Her book is in two parts. The first part "Four Periods of Jewish Buddhist Engagement" is historical and includes a discussion of early Jewish-Buddhist relationships in the United States going back to the late 19th Century. I was unaware of this early history and found it fascinating. The story picks up familiarity in the counterculture of the 1960s when many American seekers, discontented with American life, discovered Buddhism. Many of the leaders of the Buddhist movement were and are Jewish. Again and with exceptions they transformed Buddhism to make it palatable to Americans by focusing on meditation, which in Asia was not a widespread practice beyond monastics and scholars. I am of an age to be part of the counterculture and I recognize the description. As it happens my serious involvement in Buddhism came much later, and I was never a person of the Left or a member of the counterculture. I am rather conservative and moderate, but that fact does not vitiate Sigalow's account. At least in some cases, the attraction of Buddhism is different from what she allows.

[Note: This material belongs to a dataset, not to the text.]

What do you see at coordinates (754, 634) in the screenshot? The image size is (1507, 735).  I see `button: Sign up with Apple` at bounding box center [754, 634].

The second part of the book is titled "Lived Experiences of Jewish Buddhists in the United States." Sigalow has done a lot of reading, interviewing, and thinking. She explores different ways of Buddhist Jewish involvement, including how Buddhist meditative practice was, in some quarters, adopted into Judaism by omitting the distinctively Buddhist trappings (such as sitting before a Buddha statue), She talks about different ways in which committed Jews (those who already had a strong Jewish identity) were able to learn from and work Buddhism into their religious lives, And in a related matter, she explores various ways that JewBus construct their own sense of personal identity that combines Judaism and what they have learned from Buddhism. Her study places a lot of emphasis on psychotherapy and on left wing American politics. In a sense I have been there and done that, but I find her emphasis somewhat overdone. I tried to keep separate from both in my experience, particularly leftist politics. Sigalow is certainly correct that Buiddhism appeals to intellectuals who have doubts about the existence of the Abrahamic God. I would be in that group, as I think most Americans would be who came to Buddhism. I don't think the attraction of Buddhism is either psychological or political leftist. Instead, as she quotes the work of scholars Rodney Stark and Robert Finke in a footnote towards the end of the book: "religion is concerned with the supernatural, everything else is secondary". I learned from the metaphysics and view of the world of Buddhism.

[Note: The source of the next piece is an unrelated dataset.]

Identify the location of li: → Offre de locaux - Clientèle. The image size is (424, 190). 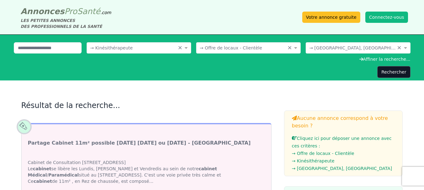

In the past few years, I have been religiously solitary and not active as a Jew, Buddhist or JewBu. I think about philosophical and religious questions a lot. Sigalow is broadly correct in saying that most people raised with a certain degree of Jewish exposure and identity have difficulty in giving it all up, even if they wished to do so. With that, I loved and benefitted by what I learned from Buddhism and try to adopt its teachings, not only the meditation practice, in what I do. I don't like labels and am not sure whether JewBu applies to me or not. But I was enjoyed this book and enjoyed thinking again about American Buddhism and American Judaism and about how their paths have crossed.